If a user’s KYC expires, your AdonisJS backend triggers a Permanent Delegate Burn. This is the ultimate security feature for banks.

1. Trigger: AdonisJS detects a compliance breach or expiry.
2. Action: The Hub’s admin wallet sends a `burn` instruction to the Solana network for that specific user's SBT.
3. Result: The user's wallet no longer holds the "Verified" token.
4. Instant Lockdown: The next time the bank checks the wallet (via Step 1 above), the verification fails immediately.

***

### Summary for the CISO (Chief Information Security Officer)
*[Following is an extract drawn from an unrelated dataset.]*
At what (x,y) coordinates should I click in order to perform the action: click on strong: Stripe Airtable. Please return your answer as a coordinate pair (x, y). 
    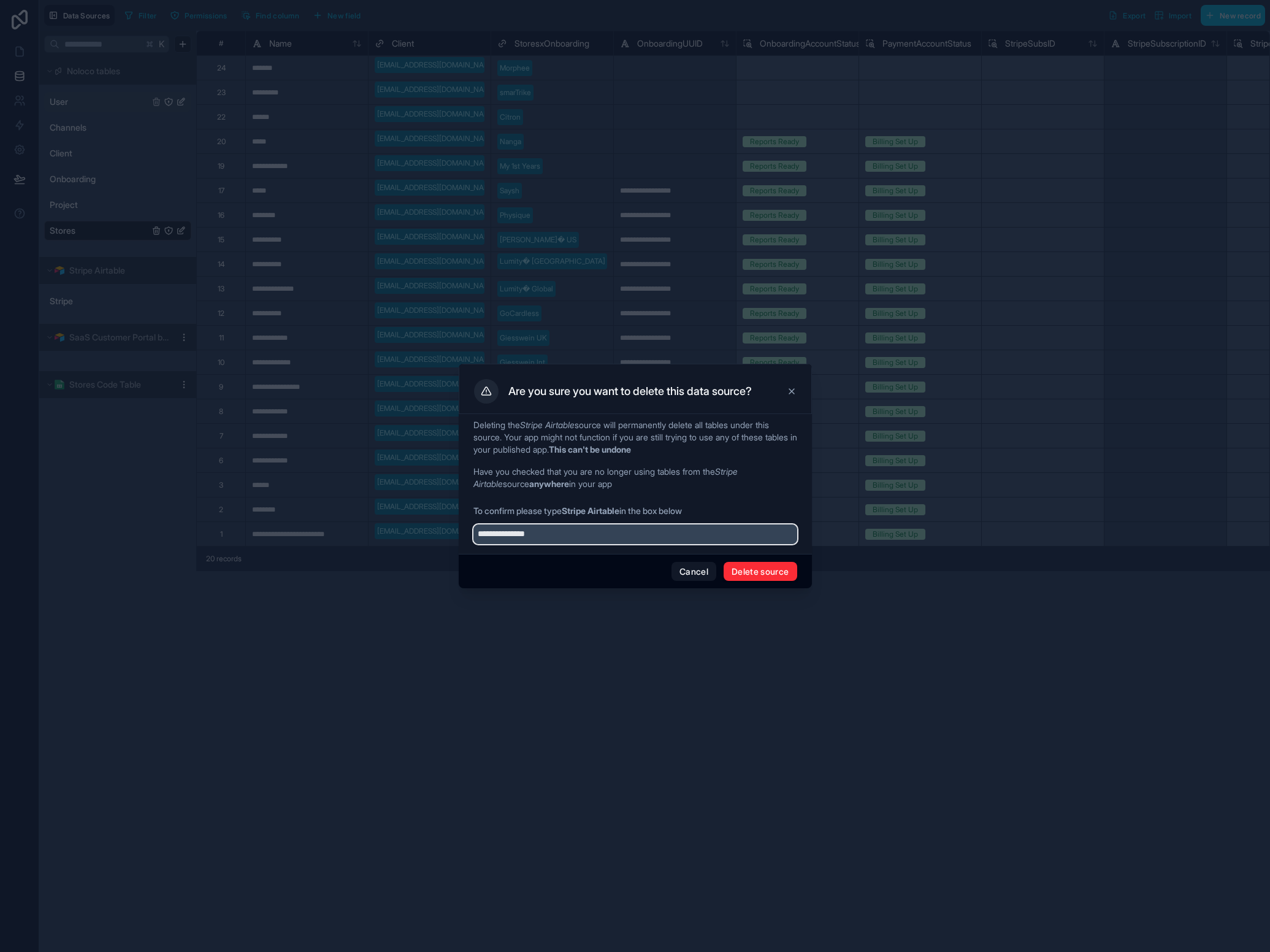
    Looking at the image, I should click on (591, 510).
| **Feature**    | **Technical Implementation** | **Regulatory Alignment** |
| -------------- | ---------------------------- | ------------------------ |
| Identity Proof | W3C Verifiable Credentials   | GDPR (Data Minimization) |
| Trust Anchor   | Solana Token-2022 (SBT)      | Proof of Possession      |
| Kill-Switch    | Permanent Delegate Burn      | AML/CTF Compliance       |
| Transport      | DIDComm v2 (Encrypted)       | Data in Transit Security |

Would you like me to help you draft the specific "Metadata Schema" (JSON) that your Solana SBTs will point to, so banks can see their own name and logo in the user's wallet?